Stacks of files, things we had pulled from the public record, things Juno had scraped from the dark web, were all arranged in precise, grids on the floor. She was in the center of the web, shoeless, her hair falling out of its severe bun in messy, golden-brown strands.

She was muttering to herself.

"...shell company links to Aegis... transfer protocols don't match the timestamps... verify the IP address..."

She reached for a highlighter. Her hand shook. She gripped her wrist with her other hand to steady it, forced the line to be straight, and capped the pen with a sharpclick.

I watched her hands. They were slender, ink-stained, delicate. Hands that had spent a decade turning pages and signing documents. Hands that were currently dismantling a billion-dollar enterprise that bordered on criminal, if not outright crossed the line into it.

I felt a pull in my chest that had nothing to do with the law.

It was the same pull I had felt in the car when I drove her away from the alley. She had been shivering, smelling of rot and fear, but she had looked at the biometric scanner on the garage door and I'd been able to tell that she wanted to ask about the encryption protocol.

Competence. It was the most dangerous drug in the world to a man like me.

I looked at Mateo. He was leaning against the doorframe, his eyes hooded. He wasn't looking at the papers. He was looking at the nape of her neck, exposed by the falling hair. He was watching the pulse beating there.

He looked like he wanted to cover that pulse with his hand. To guard it. Or maybe to feel it jumping against his palm.

And Juno... Juno was watching her like she was the only character in the book that mattered. His head was tilted, a small, enigmatic smile playing on his lips. He was enjoying the show. He liked the chaos she brought, the friction.

"She found the network," I whispered, recognizing the diagram she was drawing on a legal pad. "She's tracing Vance's money through the consulting fees."

"She's finding the bodies," Juno whispered back.

Rowan stiffened. She didn't turn around, but her posture changed. She locked up.

"I can hear you muttering," she said. Her voice was scratchy, tired, but sharp. "If you have something to say to me or something to discuss then come and talk to me like adults."

I smiled. I couldn't help it.

"We were admiring the workflow," I said, stepping into the room.

Rowan turned in her chair. She looked wrecked. There were dark circles under her eyes, and her skin was pale. But the intelligence in her gaze was a laser.

"The workflow suggests that Julian Vance is sloppy," she said, tapping the paper. "He reuses the same three accountants for his offshore entities.
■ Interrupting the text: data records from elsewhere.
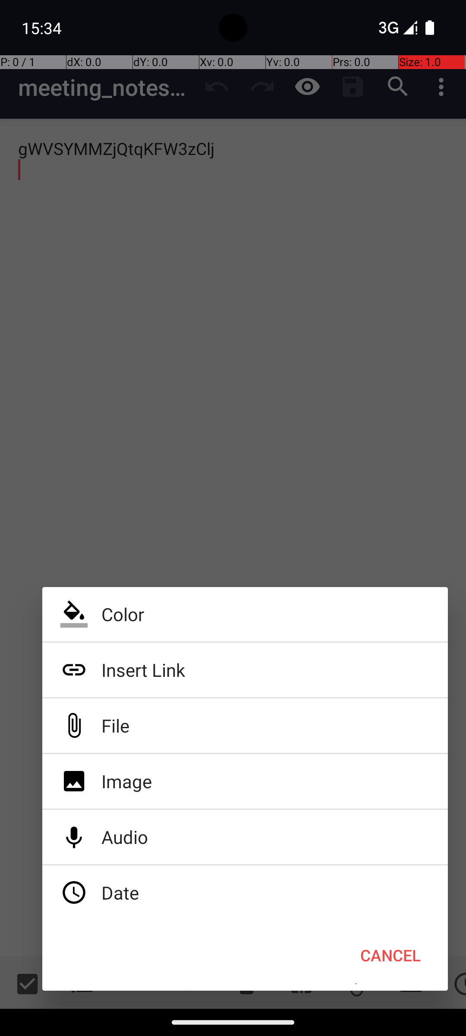 This screenshot has height=1036, width=466. What do you see at coordinates (245, 670) in the screenshot?
I see `Insert Link` at bounding box center [245, 670].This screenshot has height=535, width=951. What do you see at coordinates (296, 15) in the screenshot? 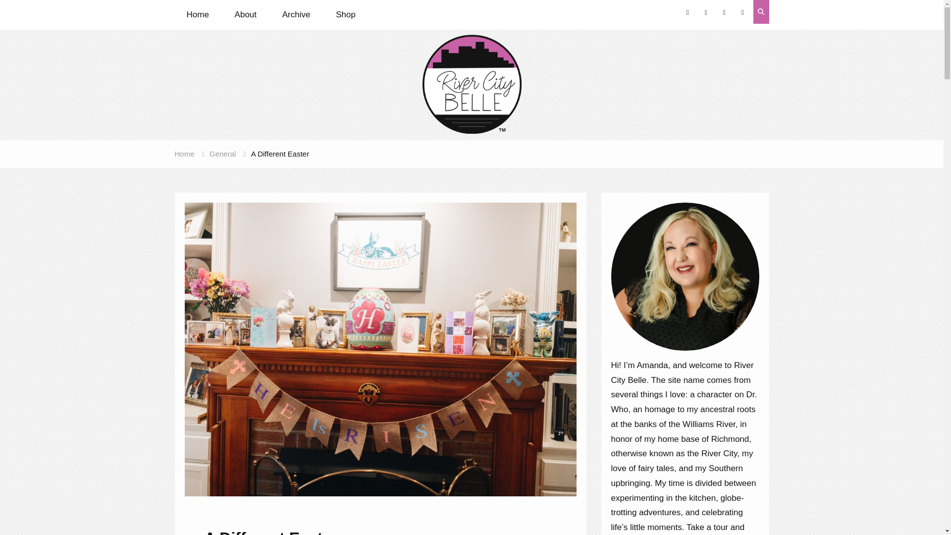
I see `Archive` at bounding box center [296, 15].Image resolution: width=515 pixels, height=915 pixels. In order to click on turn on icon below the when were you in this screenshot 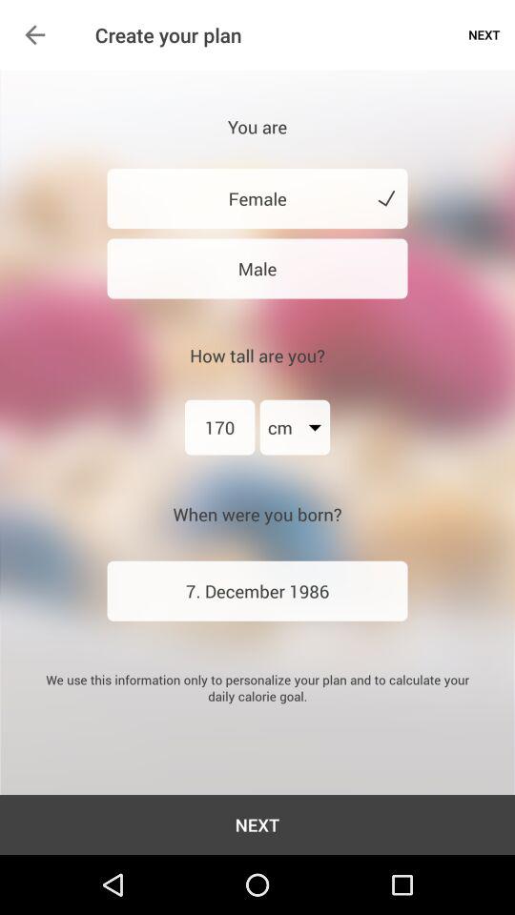, I will do `click(257, 591)`.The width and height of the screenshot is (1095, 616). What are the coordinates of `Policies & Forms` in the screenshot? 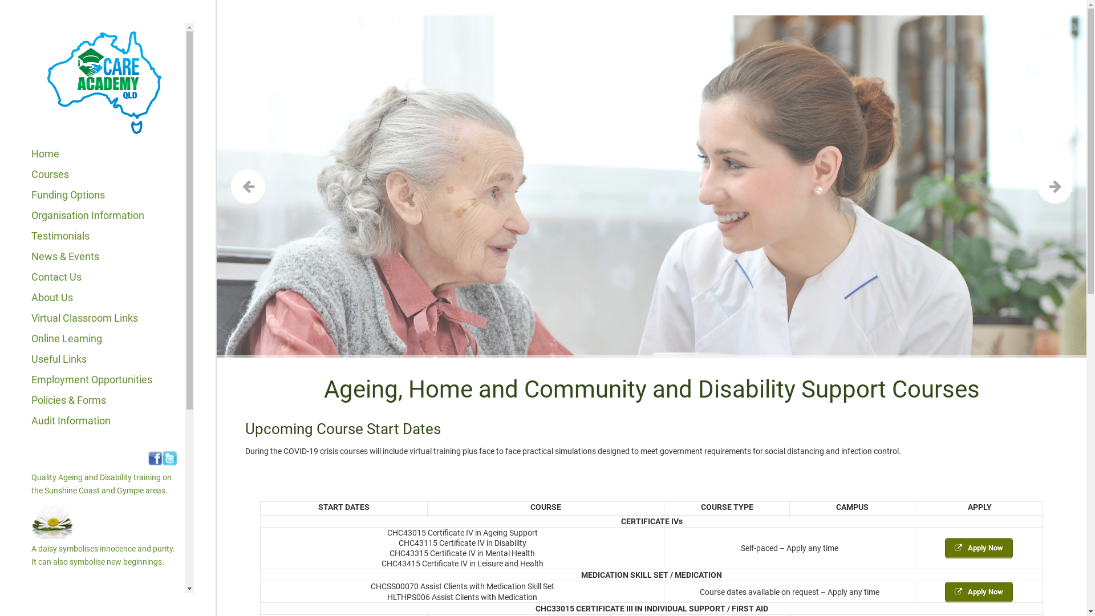 It's located at (68, 400).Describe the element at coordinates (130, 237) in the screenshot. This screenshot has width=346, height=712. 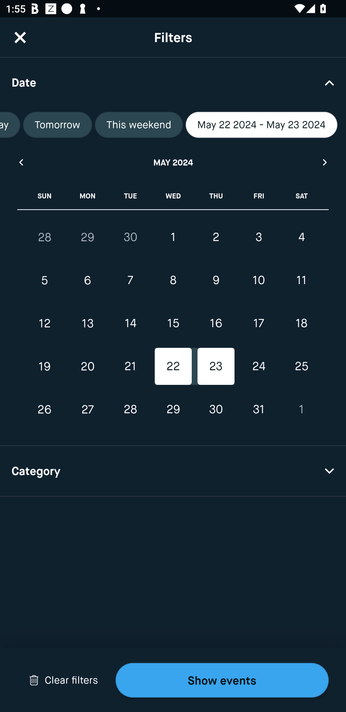
I see `30` at that location. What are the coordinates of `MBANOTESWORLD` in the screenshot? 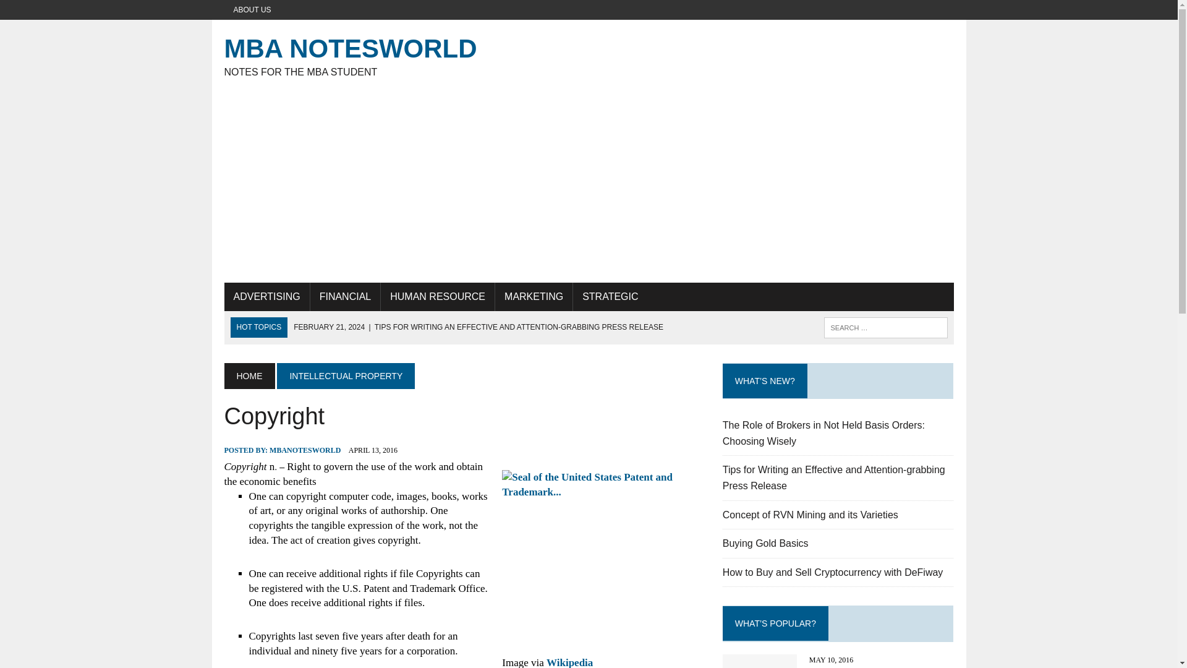 It's located at (305, 450).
I could pierce the corporate veil with a jagged spoon."

"We prefer legal injunctions," I said, walking over to the desk. "But a spoon shows initiative."

I stopped beside her. I was close enough to smell her now.

She smelled of peppermint and the sharp tang of graphite from the pencils she used. But underneath that, there was something else. A faint, sweet warmth. And... us.

There was the cedar of Mateo on her sweater and the white tea of Juno clinging to her hair. I wanted my scent to be mixed in as well.